The head of the Public Utilities Commission is calling for a summit next month to discuss how Nevada can ensure an adequate supply of natural gas in the future.
JoAnn Kelly said she would like leaders from Southwest Gas Corp. and Sierra Pacific Power Co. to meet with her staff and consultants to discuss both the supply and transport of gas to meet Nevada's growing needs.
"There are staff concerns the supply basins of natural gas our two companies are drawing from are flattening out," said Kelly on Friday. "After 2010, what is our strategy as far as supply and how are you bringing it into our state?"
She said Northern Nevada's gas comes primarily from Canada but that country is using more and more of the gas to help coax crude oil from the ground. And, she said, California's needs for that gas are growing as well.
The southern part of the state, she said, gets its gas entirely from wells in the Southwestern states.
Both north and south, she said, rely heavily on gas not only for residential and commercial heating but to generate electric power.
Southern Nevada, she said, uses gas to generate all but 18 percent of its electric power and, when Sierra Pacific fires up its new generator at Tracy, the north will be getting more than half its electricity from natural gas.
That demand, she said, drives up the cost to the residential consumer.
Kelly said with the demand especially in California growing, Nevada needs to start thinking about how to ensure an adequate supply and, hopefully, reasonable prices, now.
"We need to look down the road at how much California is going to take," she said. "And we need to address issues of transportation as demand continues to increase."
The September meeting, she said, will set the agenda for future meetings on the subject, which she said she anticipates will be held quarterly.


**Work request**
Select all lines in the records that include "riskLow".
*** Input records Section Begins ***
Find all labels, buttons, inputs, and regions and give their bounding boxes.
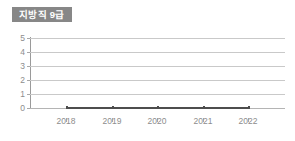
y-axis-tick-label: 4 xyxy=(12,48,25,56)
y-axis-tick-label: 3 xyxy=(12,62,25,70)
y-axis-tick-label: 1 xyxy=(12,90,25,98)
y-axis-tick-label: 0 xyxy=(12,104,25,112)
y-axis-tick-label: 2 xyxy=(12,76,25,84)
x-axis-tick-label: 2022 xyxy=(228,116,268,126)
y-axis-tick-label: 5 xyxy=(12,34,25,42)
x-axis-tick-label: 2021 xyxy=(183,116,223,126)
gridline-1 xyxy=(30,94,285,95)
chart-title-badge: 지방직 9급 xyxy=(12,7,72,22)
gridline-3 xyxy=(30,66,285,67)
gridline-2 xyxy=(30,80,285,81)
gridline-4 xyxy=(30,52,285,53)
x-axis-tick-label: 2020 xyxy=(137,116,177,126)
y-axis-labels: 5 4 3 2 1 0 xyxy=(12,28,25,141)
x-axis-tick-label: 2018 xyxy=(46,116,86,126)
data-point-2022 xyxy=(248,106,250,109)
x-axis-labels: 2018 2019 2020 2021 2022 xyxy=(30,116,285,132)
data-point-2020 xyxy=(157,106,159,109)
data-point-2018 xyxy=(66,106,68,109)
line-chart: 5 4 3 2 1 0 2018 20 xyxy=(0,28,295,141)
data-point-2021 xyxy=(203,106,205,109)
plot-area xyxy=(30,38,285,118)
gridline-5 xyxy=(30,38,285,39)
x-axis-tick-label: 2019 xyxy=(92,116,132,126)
data-point-2019 xyxy=(112,106,114,109)
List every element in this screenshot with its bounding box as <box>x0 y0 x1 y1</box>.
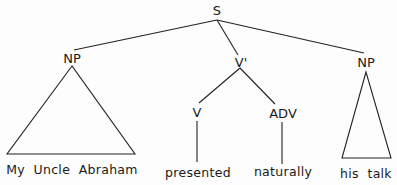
tree-edges <box>0 0 397 185</box>
syntax-tree-diagram: S NP V' NP V ADV My Uncle Abraham presen… <box>0 0 397 185</box>
edge-s-np-object <box>217 20 364 53</box>
node-vbar: V' <box>235 56 247 69</box>
triangle-object <box>342 72 391 158</box>
edge-vbar-adv <box>240 68 275 104</box>
node-v: V <box>193 106 202 119</box>
edge-s-vbar <box>217 20 238 55</box>
edge-vbar-v <box>199 68 240 103</box>
node-np-object: NP <box>357 56 375 69</box>
node-adv: ADV <box>269 107 297 120</box>
leaf-naturally: naturally <box>254 166 312 179</box>
node-np-subject: NP <box>63 52 81 65</box>
triangle-subject <box>7 66 135 154</box>
leaf-object: his talk <box>340 168 392 181</box>
node-s: S <box>213 4 221 17</box>
leaf-subject: My Uncle Abraham <box>6 164 138 177</box>
leaf-presented: presented <box>165 167 231 180</box>
edge-s-np-subject <box>74 20 217 50</box>
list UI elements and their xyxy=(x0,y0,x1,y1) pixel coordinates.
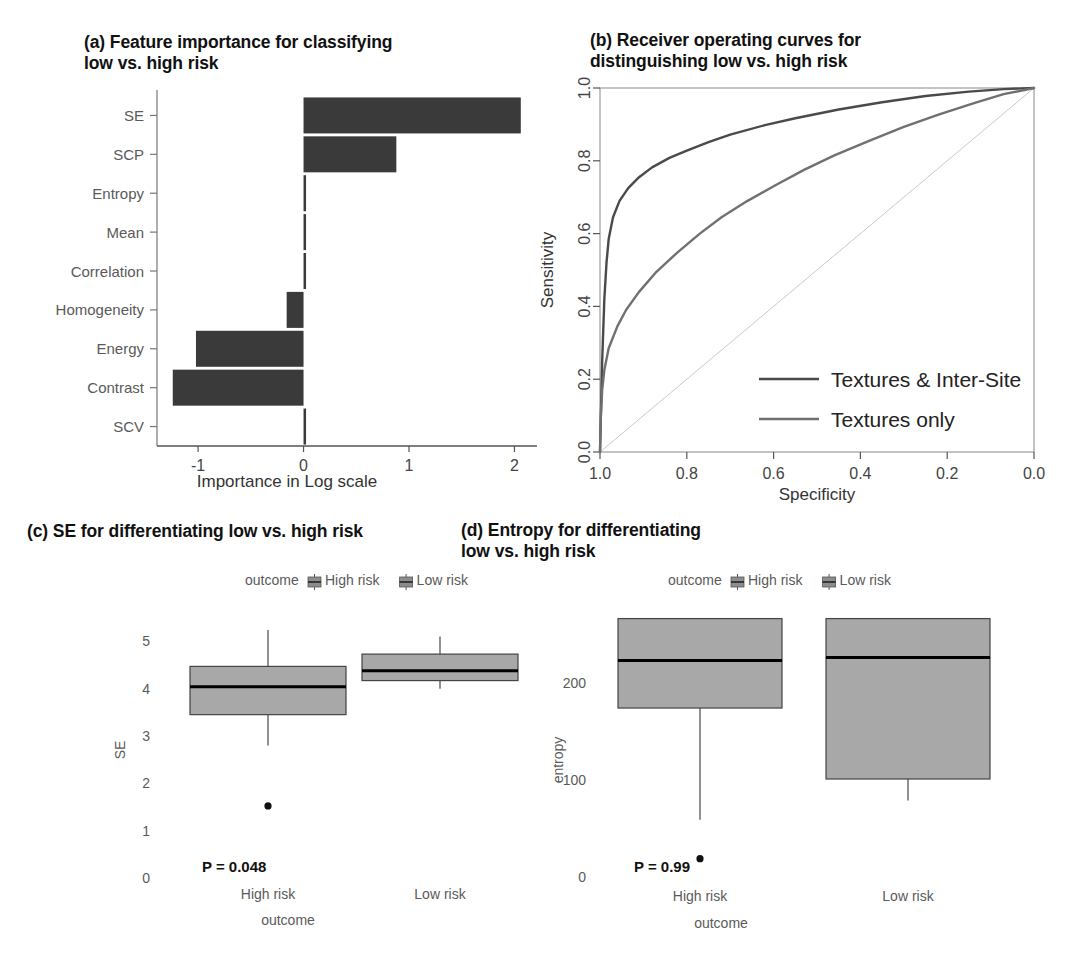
panel-c-xaxis-title: outcome xyxy=(261,912,315,928)
panel-a-ytick-entropy: Entropy xyxy=(92,185,144,202)
panel-a-xaxis-title: Importance in Log scale xyxy=(197,472,378,491)
panel-a-ytick-correlation: Correlation xyxy=(71,263,144,280)
panel-a-ytick-mean: Mean xyxy=(106,224,144,241)
box-iqr xyxy=(362,654,518,680)
panel-b-xtick-1: 0.8 xyxy=(676,465,698,482)
panel-c: (c) SE for differentiating low vs. high … xyxy=(0,500,540,977)
panel-b-legend-label-1: Textures only xyxy=(831,408,955,431)
panel-c-yaxis-title: SE xyxy=(112,741,128,760)
bar-se xyxy=(304,97,521,133)
boxplot-high-risk xyxy=(190,630,346,810)
panel-b-ytick-5: 1.0 xyxy=(576,77,593,99)
panel-c-legend-key-0 xyxy=(308,574,321,590)
bar-energy xyxy=(196,331,304,367)
bar-scv xyxy=(304,409,307,445)
panel-d-category-1: Low risk xyxy=(882,888,934,904)
panel-d-chart: outcomeHigh riskLow risk 0100200 P = 0.9… xyxy=(531,500,1071,977)
outlier-point xyxy=(696,855,703,862)
panel-c-category-0: High risk xyxy=(241,886,296,902)
panel-d-pvalue: P = 0.99 xyxy=(634,858,690,875)
panel-c-ytick-5: 5 xyxy=(142,633,150,649)
panel-c-legend-title: outcome xyxy=(245,572,299,588)
panel-c-ytick-3: 3 xyxy=(142,728,150,744)
panel-d-ytick-2: 200 xyxy=(563,675,587,691)
panel-b-xtick-4: 0.2 xyxy=(936,465,958,482)
panel-b-yaxis-title: Sensitivity xyxy=(538,231,557,308)
panel-d-legend-key-0 xyxy=(731,574,744,590)
panel-b-ytick-0: 0.0 xyxy=(576,441,593,463)
panel-b-xtick-3: 0.4 xyxy=(849,465,871,482)
panel-d-category-0: High risk xyxy=(673,888,728,904)
bar-scp xyxy=(304,136,397,172)
panel-b-xtick-0: 1.0 xyxy=(589,465,611,482)
panel-c-ytick-2: 2 xyxy=(142,775,150,791)
panel-c-legend-key-1 xyxy=(400,574,413,590)
panel-b-ytick-3: 0.6 xyxy=(576,222,593,244)
panel-b-xtick-5: 0.0 xyxy=(1023,465,1045,482)
bar-homogeneity xyxy=(287,292,304,328)
bar-contrast xyxy=(173,370,304,406)
panel-d-ytick-1: 100 xyxy=(563,772,587,788)
panel-b-legend-label-0: Textures & Inter-Site xyxy=(831,368,1021,391)
panel-b-reference-diagonal xyxy=(600,88,1034,452)
box-iqr xyxy=(190,666,346,714)
boxplot-low-risk xyxy=(826,619,990,801)
panel-c-legend-label-0: High risk xyxy=(325,572,380,588)
panel-b: (b) Receiver operating curves for distin… xyxy=(531,0,1071,510)
panel-b-xtick-2: 0.6 xyxy=(762,465,784,482)
boxplot-high-risk xyxy=(618,619,782,863)
panel-b-ytick-2: 0.4 xyxy=(576,295,593,317)
panel-b-ytick-1: 0.2 xyxy=(576,368,593,390)
bar-entropy xyxy=(304,175,307,211)
panel-d-legend-key-1 xyxy=(823,574,836,590)
bar-correlation xyxy=(304,253,307,289)
boxplot-low-risk xyxy=(362,637,518,689)
panel-c-chart: outcomeHigh riskLow risk 012345 P = 0.04… xyxy=(0,500,540,977)
panel-c-ytick-1: 1 xyxy=(142,823,150,839)
panel-b-chart: 1.00.80.60.40.20.00.00.20.40.60.81.0 Tex… xyxy=(531,0,1071,510)
panel-a-ytick-homogeneity: Homogeneity xyxy=(56,301,145,318)
panel-d-xaxis-title: outcome xyxy=(694,915,748,931)
panel-a-ytick-se: SE xyxy=(124,107,144,124)
panel-a-xtick-2: 1 xyxy=(405,457,414,474)
panel-a-ytick-contrast: Contrast xyxy=(87,379,145,396)
panel-c-ytick-4: 4 xyxy=(142,681,150,697)
panel-d-legend-label-1: Low risk xyxy=(840,572,892,588)
panel-a-ytick-energy: Energy xyxy=(96,340,144,357)
box-iqr xyxy=(826,619,990,779)
panel-d-legend-title: outcome xyxy=(668,572,722,588)
box-iqr xyxy=(618,619,782,708)
panel-a: (a) Feature importance for classifying l… xyxy=(0,0,540,500)
panel-d-yaxis-title: entropy xyxy=(550,737,566,784)
panel-a-ytick-scp: SCP xyxy=(113,146,144,163)
panel-d: (d) Entropy for differentiating low vs. … xyxy=(531,500,1071,977)
panel-d-legend-label-0: High risk xyxy=(748,572,803,588)
panel-a-chart: SESCPEntropyMeanCorrelationHomogeneityEn… xyxy=(0,0,540,500)
panel-b-ytick-4: 0.8 xyxy=(576,150,593,172)
panel-a-xtick-3: 2 xyxy=(510,457,519,474)
bar-mean xyxy=(304,214,307,250)
outlier-point xyxy=(264,802,271,809)
panel-c-ytick-0: 0 xyxy=(142,870,150,886)
panel-c-pvalue: P = 0.048 xyxy=(202,858,266,875)
panel-c-category-1: Low risk xyxy=(414,886,466,902)
panel-c-legend-label-1: Low risk xyxy=(417,572,469,588)
panel-d-ytick-0: 0 xyxy=(578,869,586,885)
panel-a-ytick-scv: SCV xyxy=(113,418,144,435)
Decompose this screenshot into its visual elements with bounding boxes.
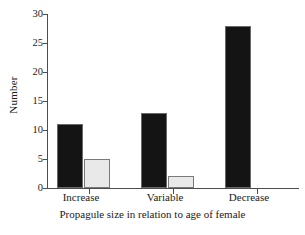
y-axis-tick-label: 25 bbox=[33, 38, 44, 49]
bar-group bbox=[131, 14, 215, 188]
y-axis-tick-labels: 051015202530 bbox=[22, 8, 46, 190]
bar bbox=[84, 159, 110, 188]
y-axis-tick-label: 20 bbox=[33, 67, 44, 78]
x-axis-tick-label: Variable bbox=[147, 192, 184, 203]
bar bbox=[168, 176, 194, 188]
x-axis-title-label: Propagule size in relation to age of fem… bbox=[59, 208, 245, 220]
bar-group bbox=[215, 14, 299, 188]
y-axis-tick-mark bbox=[43, 188, 47, 189]
bar bbox=[225, 26, 251, 188]
bar bbox=[141, 113, 167, 188]
plot-area bbox=[47, 14, 299, 188]
x-axis-tick-label: Decrease bbox=[229, 192, 269, 203]
bar bbox=[57, 124, 83, 188]
bar-chart: Number 051015202530 IncreaseVariableDecr… bbox=[0, 0, 305, 235]
y-axis-tick-label: 15 bbox=[33, 96, 44, 107]
y-axis-tick-label: 30 bbox=[33, 9, 44, 20]
y-axis-tick-label: 10 bbox=[33, 125, 44, 136]
x-axis-title: Propagule size in relation to age of fem… bbox=[0, 208, 305, 220]
y-axis-title-label: Number bbox=[7, 76, 19, 113]
x-axis-tick-labels: IncreaseVariableDecrease bbox=[47, 192, 299, 208]
x-axis-tick-label: Increase bbox=[63, 192, 100, 203]
bar-group bbox=[47, 14, 131, 188]
y-axis-title: Number bbox=[2, 0, 24, 190]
*** Input records Section Ends ***
**Answer box**
panel-d-chart: outcomeHigh riskLow risk 0100200 P = 0.9… xyxy=(531,500,1071,977)
panel-c-chart: outcomeHigh riskLow risk 012345 P = 0.04… xyxy=(0,500,540,977)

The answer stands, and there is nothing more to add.